Kitchen Colors, Texture, and Materials

The staff at Concetti Contracting will choose the perfect color for your home which is a very big challenge for most individuals. The design and color of your future kitchen will get even more complicated when all opinions from family members come into play. To help simplify the problem and to achieve a look, feel, and style for your home that is a reflection of your own personality, it is best to have a basic understanding of color and its effects.

The color wheel provides an excellent starting point to understand how colors work and interact. Basic knowledge of the wheel will help you pick complimentary colors to create an appealing color scheme for your home. As a result of this knowledge, you will also be able to avoid pairing colors that do not work well together.

The three primary colors, red, yellow, and blue, are the basic colors of the color wheel. Through the combination of equal parts of the primary colors, the secondary colors, green, orange, and violet, are created. Lastly, the tertiary colors, the colors situated between the primary and secondary colors on the wheel, are made by blending greater parts of one primary color than the other.

The Three Attributes of Color

3 Main colors diagram

  • Hue is the base color (like red or blue).
  • Value is the lightness or darkness of the color.
  • Intensity, or saturation, is the strength of a color, like its brightness or dullness.

Each hue has either a warm or cool temperature that creates a different emotional effect. To add richness and vitality to your home, include both warmer and cooler color schemes from room to room. The use of different temperatures, as well as rooms with neutral color schemes, will help balance the overall feeling in the house.

The colors with warmer temperatures include the hues between red and yellow, and also brown and tan. These colors tend to stimulate and add liveliness to an environment. The cooler colors, on the other hand, are the colors ranging from blue-violet to blue-green and also include most grays. Cooler colors are used to relax and calm a room.

Varying the value of a color, with a tint or shade, will affect the character of a room. The tint of a color is created by adding white and a shade is created by adding black. For example, pink is a tint of red, whereas maroon is a shade. Lighter values of a color can be cheery, airy, and uplifting. In contrast, darker values can be calming, but also gloomy if used incorrectly.

The following common color schemes work well in interior design:

Color Wheel

  • Complimentary colors are the colors that appear directly opposite each other on the color wheel. When placed next to each other, their pairing creates an intense contrast that makes an energetic and stimulating room. In order to release the tension and calm the mood, one or both colors can be lightened or darkened. White can also be added to help balance the interaction between the colors.
  • Analogous colors sit side by side on the color wheel and provide harmony when used together. These colors work well without clashing because they are related and the same base color. For example, the use of yellow, yellow-green, and green creates a unified look and visual experience that easily blends from one color to the next. This color scheme works best when the colors are from either warm or cool colors, but not a combination of both.
  • Monochromatic colors are all the tints, tones, and shades of a single hue. A monochromatic color scheme creates a cohesive look that is sophisticated and soothing. The use of a wider variation of tones helps avoid a bland room. Additionally, blacks and whites can be added to enhance the color scheme.

Transform the visual feeling of a space with color with these guidelines:

  • To expand the space, use: Cool colors, Light colors, Dull colors and Limited (if any) contrasts.
  • To shrink the space, use: Warm colors, Dark colors, Bright colors or Several contrasts.
  • To lower the ceiling, use: Warm colors, Dark Tones, Strong saturation.
  • To heighten the ceiling, use: Cool colors or Light Tints.
  • To shorten a narrow wall of a room, use: Warm colors, Dark Colors or Strong saturation.
  • To lengthen a room, use: Cool colors, Light colors, Dull colors and Limited, if any, contrasts.

Kitchen with color themeTips to help you find the perfect color:

  • Gather ideas and keep them in a file!
  • Look through magazines and tear out pictures you like.
  • Look closely to see what primary and accent colors appeal to you.
  • Is there a similar color pattern or color combination that you are attracted to?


§ **About this exercise**: In the records below, take the line with "Find the location" and all lines after it, and copy them exactly, pictures excluded.

┄┄┄┄┄┄┄┄┄┄

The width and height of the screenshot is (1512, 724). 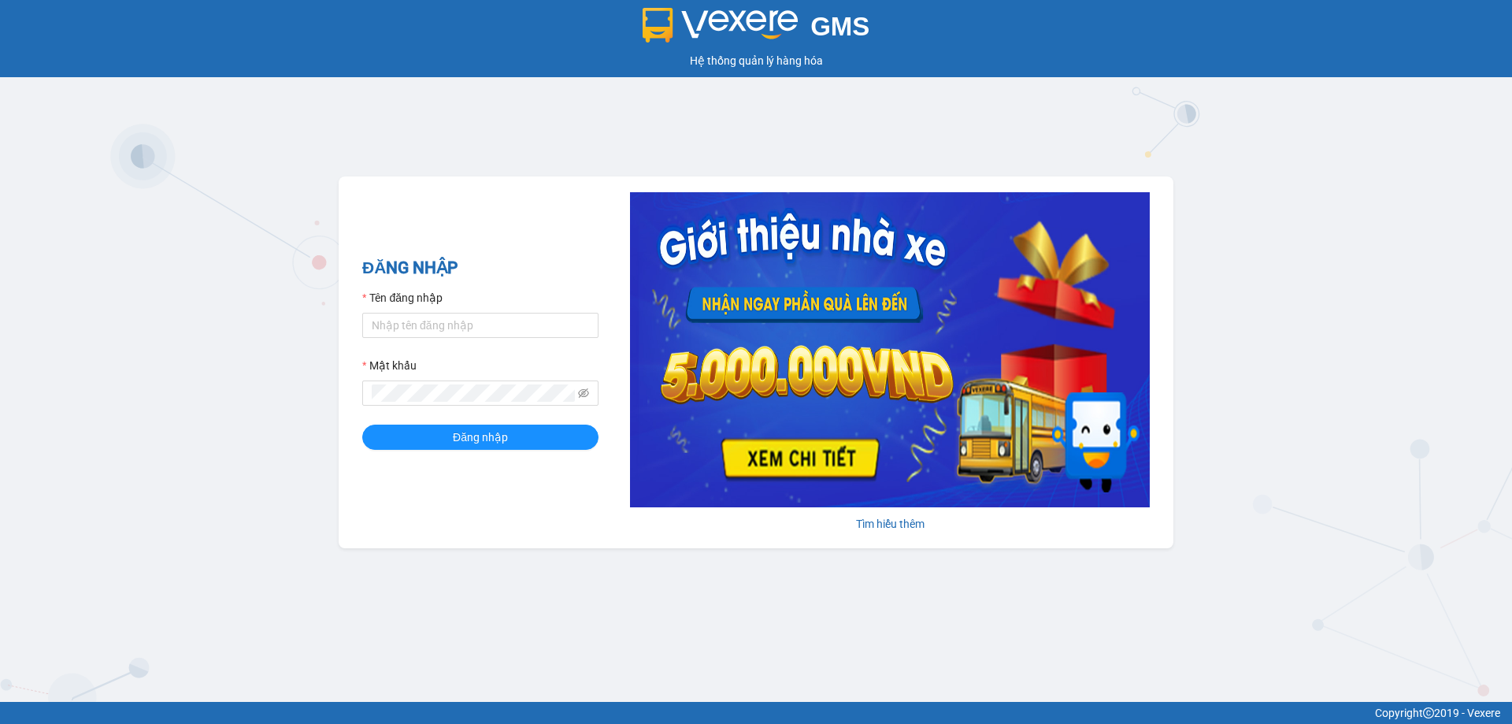 I want to click on div: Copyright 2019 - Vexere, so click(x=756, y=713).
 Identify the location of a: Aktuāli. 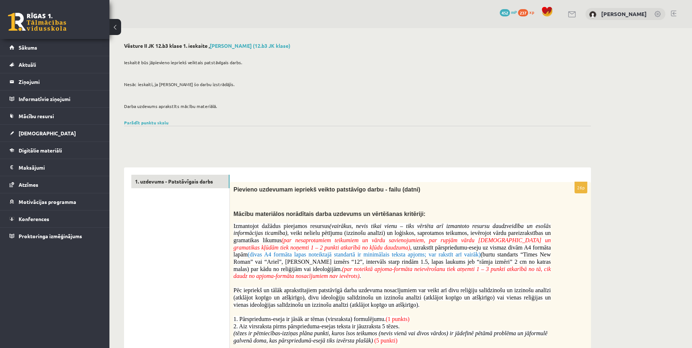
(55, 65).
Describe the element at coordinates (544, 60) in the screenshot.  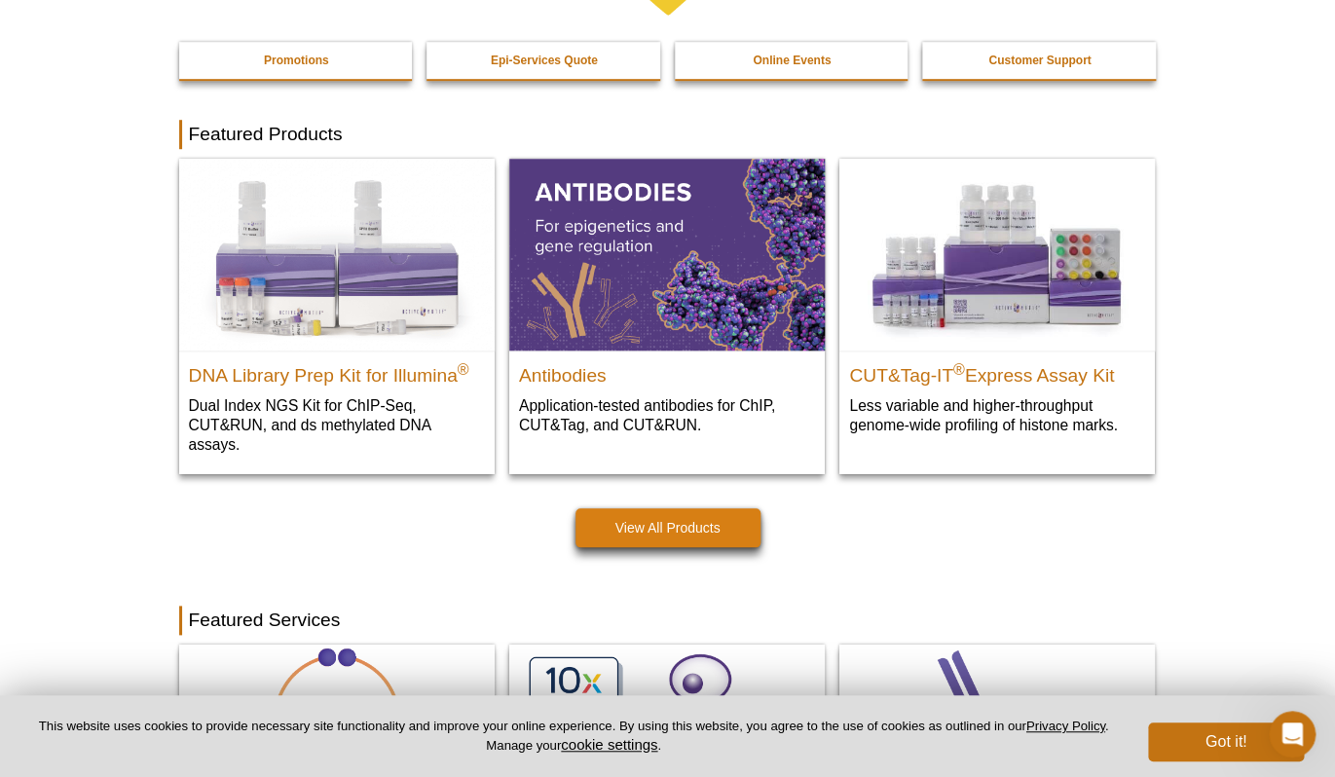
I see `a: Epi-Services Quote` at that location.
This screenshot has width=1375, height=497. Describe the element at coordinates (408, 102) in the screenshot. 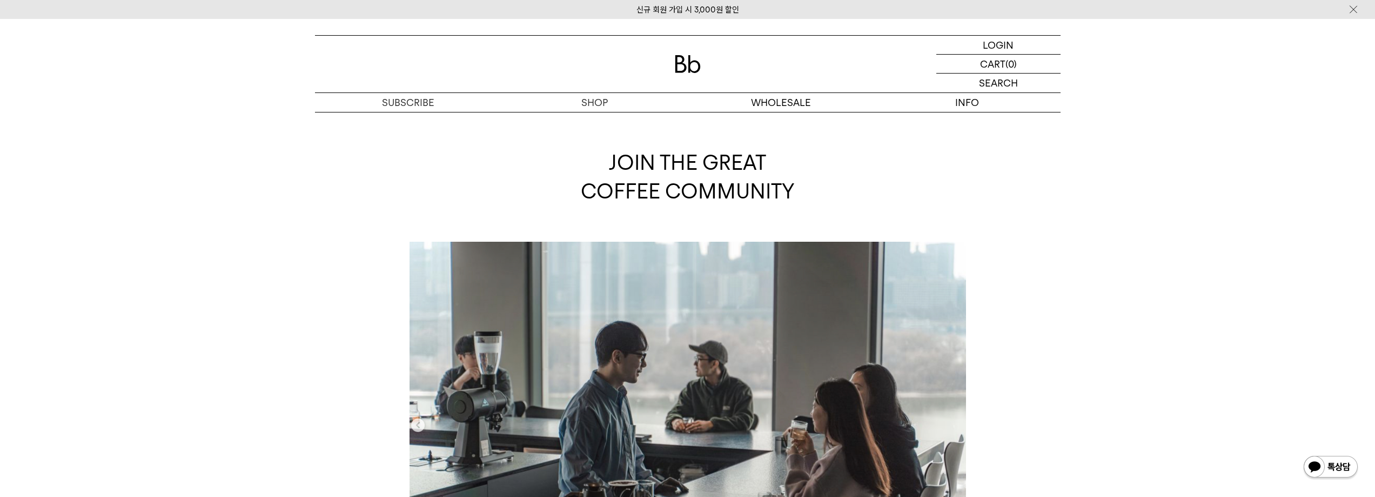

I see `a: SUBSCRIBE` at that location.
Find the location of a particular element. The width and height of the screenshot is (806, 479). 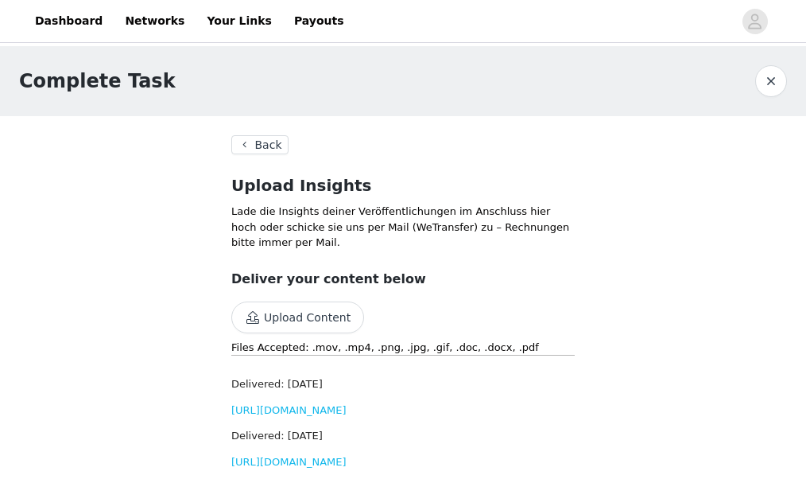

p: Files Accepted: .mov, .mp4, .png, .jpg, .gif, .doc, .docx, .pdf is located at coordinates (403, 348).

┄┄┄┄┄┄┄┄┄┄

§ **Result of the exercise**:
Find the location of a particular element. The width and height of the screenshot is (806, 479). 

p: Files Accepted: .mov, .mp4, .png, .jpg, .gif, .doc, .docx, .pdf is located at coordinates (403, 348).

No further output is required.